I took a seat in a secluded corner, isolated from the other patrons, and stared blankly at the scratched surface of the table—my expression entirely unreadable, reflecting nothing.
Then, deliberately, I struck a match and lit a cigarette.
The sharp scratch of the flame disrupted the casual rhythm of the room. A plume of gray smoke rose lazily toward the ceiling, cutting through the heavy aroma of food. The ambient noise faltered. Conversations tapered off, heads turned, and I felt the collective weight of their disapproval settle on me.
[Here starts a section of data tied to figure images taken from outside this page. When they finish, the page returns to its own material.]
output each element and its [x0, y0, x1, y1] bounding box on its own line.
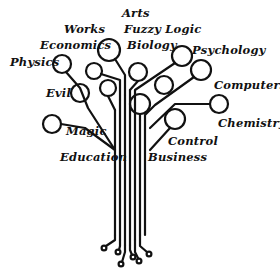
label-biology: Biology [127, 40, 177, 52]
label-magic: Magic [66, 126, 107, 138]
tree-diagram: Arts Works Fuzzy Logic Economics Biology… [0, 0, 280, 268]
label-chemistry: Chemistry [218, 118, 280, 130]
roots [102, 235, 152, 266]
label-arts: Arts [122, 8, 150, 20]
label-computers: Computers [214, 80, 280, 92]
label-evil: Evil [46, 88, 71, 100]
label-works: Works [64, 24, 105, 36]
label-fuzzy-logic: Fuzzy Logic [124, 24, 201, 36]
label-education: Education [60, 152, 127, 164]
label-economics: Economics [40, 40, 111, 52]
label-control: Control [168, 136, 218, 148]
label-psychology: Psychology [192, 45, 266, 57]
label-business: Business [148, 152, 207, 164]
label-physics: Physics [10, 57, 59, 69]
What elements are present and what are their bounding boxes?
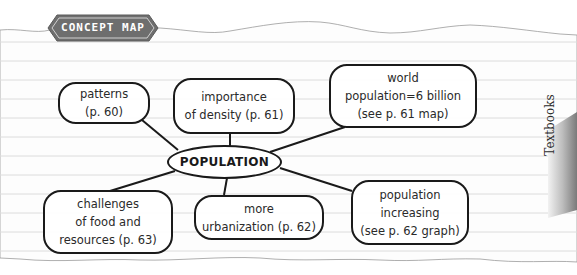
concept-map-badge: CONCEPT MAP — [47, 14, 159, 42]
node-text-line: of density (p. 61) — [185, 106, 284, 124]
side-tab-label[interactable]: Textbooks — [543, 90, 557, 160]
node-text-line: challenges — [77, 195, 139, 213]
node-text-line: urbanization (p. 62) — [202, 218, 316, 236]
node-text-line: (see p. 62 graph) — [360, 222, 459, 240]
node-text-line: population — [379, 186, 440, 204]
node-text-line: patterns — [80, 85, 128, 103]
node-population-increasing: population increasing (see p. 62 graph) — [351, 180, 469, 245]
node-importance-of-density: importance of density (p. 61) — [173, 78, 295, 134]
node-text-line: importance — [201, 88, 267, 106]
node-text-line: population=6 billion — [345, 87, 461, 105]
concept-map-page: CONCEPT MAP patterns (p. 60) importance … — [0, 0, 577, 275]
node-text-line: of food and — [75, 213, 140, 231]
node-challenges: challenges of food and resources (p. 63) — [43, 190, 173, 254]
node-patterns: patterns (p. 60) — [58, 82, 150, 124]
center-node-population: POPULATION — [167, 145, 282, 179]
node-more-urbanization: more urbanization (p. 62) — [194, 195, 324, 240]
node-text-line: world — [387, 69, 419, 87]
node-text-line: more — [244, 200, 274, 218]
node-world-population: world population=6 billion (see p. 61 ma… — [329, 64, 477, 128]
badge-label: CONCEPT MAP — [47, 14, 159, 42]
node-text-line: increasing — [380, 204, 439, 222]
node-text-line: resources (p. 63) — [59, 231, 157, 249]
node-text-line: (see p. 61 map) — [357, 105, 448, 123]
node-text-line: (p. 60) — [85, 103, 123, 121]
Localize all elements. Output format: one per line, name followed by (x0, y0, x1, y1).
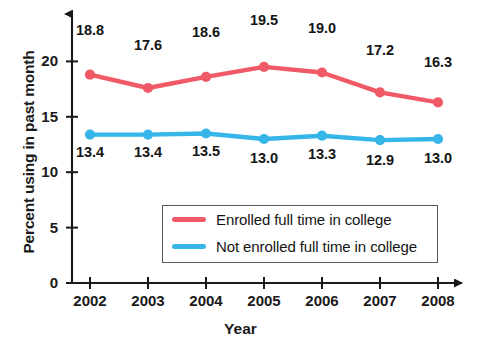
data-label-enrolled-2008: 16.3 (412, 54, 464, 70)
data-label-not-enrolled-2007: 12.9 (354, 152, 406, 168)
data-label-not-enrolled-2003: 13.4 (122, 144, 174, 160)
y-tick-label-15: 15 (24, 108, 58, 125)
y-tick-label-10: 10 (24, 163, 58, 180)
data-label-not-enrolled-2004: 13.5 (180, 143, 232, 159)
y-tick-label-5: 5 (24, 219, 58, 236)
series-line-enrolled (90, 67, 438, 103)
legend-swatch-enrolled (172, 217, 206, 223)
legend-label-not-enrolled: Not enrolled full time in college (216, 238, 417, 255)
data-label-not-enrolled-2008: 13.0 (412, 150, 464, 166)
x-tick-label-2006: 2006 (292, 292, 352, 309)
x-tick-label-2005: 2005 (234, 292, 294, 309)
data-label-not-enrolled-2002: 13.4 (64, 144, 116, 160)
y-tick-label-0: 0 (24, 274, 58, 291)
legend-label-enrolled: Enrolled full time in college (216, 211, 392, 228)
x-tick-label-2003: 2003 (118, 292, 178, 309)
x-tick-label-2008: 2008 (408, 292, 468, 309)
x-tick-label-2007: 2007 (350, 292, 410, 309)
legend: Enrolled full time in college Not enroll… (162, 205, 438, 263)
legend-item-not-enrolled[interactable]: Not enrolled full time in college (163, 233, 437, 260)
data-label-enrolled-2004: 18.6 (180, 24, 232, 40)
legend-item-enrolled[interactable]: Enrolled full time in college (163, 206, 437, 233)
x-tick-label-2002: 2002 (60, 292, 120, 309)
data-label-enrolled-2006: 19.0 (296, 20, 348, 36)
legend-swatch-not-enrolled (172, 244, 206, 250)
x-tick-label-2004: 2004 (176, 292, 236, 309)
data-label-enrolled-2002: 18.8 (64, 22, 116, 38)
x-axis-title: Year (0, 320, 481, 338)
data-label-enrolled-2003: 17.6 (122, 37, 174, 53)
data-label-enrolled-2005: 19.5 (238, 12, 290, 28)
data-label-enrolled-2007: 17.2 (354, 42, 406, 58)
line-chart: Percent using in past month Year 0 5 10 … (0, 0, 481, 349)
y-tick-label-20: 20 (24, 52, 58, 69)
data-label-not-enrolled-2005: 13.0 (238, 150, 290, 166)
data-label-not-enrolled-2006: 13.3 (296, 146, 348, 162)
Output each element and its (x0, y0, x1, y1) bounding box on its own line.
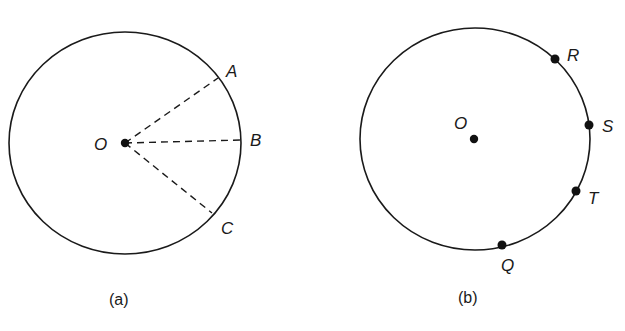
figure-a: O A B C (a) (9, 32, 261, 308)
center-dot-a (121, 139, 129, 147)
point-dot-q (498, 241, 507, 250)
radius-oa (125, 78, 218, 143)
center-label-b: O (454, 114, 467, 133)
center-dot-b (470, 135, 478, 143)
point-label-t: T (588, 189, 600, 208)
point-dot-t (572, 187, 581, 196)
point-label-b: B (250, 131, 261, 150)
point-dot-r (551, 55, 560, 64)
point-label-q: Q (501, 256, 514, 275)
point-label-c: C (221, 219, 234, 238)
caption-a: (a) (109, 291, 129, 308)
point-dot-s (585, 121, 594, 130)
point-label-a: A (225, 62, 237, 81)
point-label-s: S (602, 117, 614, 136)
radius-oc (125, 143, 212, 213)
caption-b: (b) (458, 289, 478, 306)
center-label-a: O (94, 135, 107, 154)
diagram-canvas: O A B C (a) O R S T Q (b) (0, 0, 625, 331)
point-label-r: R (567, 46, 579, 65)
figure-b: O R S T Q (b) (360, 28, 614, 306)
radius-ob (125, 140, 241, 143)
A waiter approached in a hurry, his posture tense, though he attempted to maintain a veneer of professional politeness. “Sir... smoking isn’t permitted in here.”
I offered no response.
I didn’t look up, nor did I acknowledge his presence. I simply sat there, the cigarette smoldering between my fingers, treating the establishment’s rules as a distant irrelevance happening in a world completely detached from mine.
Whispers began to ripple through the diner. The stares grew heavier, sharper—some fueled by irritation, others by curiosity, but mostly by a deep discomfort with how utterly indifferent I was to their social boundaries.
Still, I didn’t flinch. I ignored the warning, the murmurs, and the eyes drilling into the side of my face. I merely exhaled a slow, rhythmic stream of smoke, letting it form a thin veil between us. Their judgment couldn’t reach me. I had decided long ago that the world outside my own mind didn’t deserve a reply.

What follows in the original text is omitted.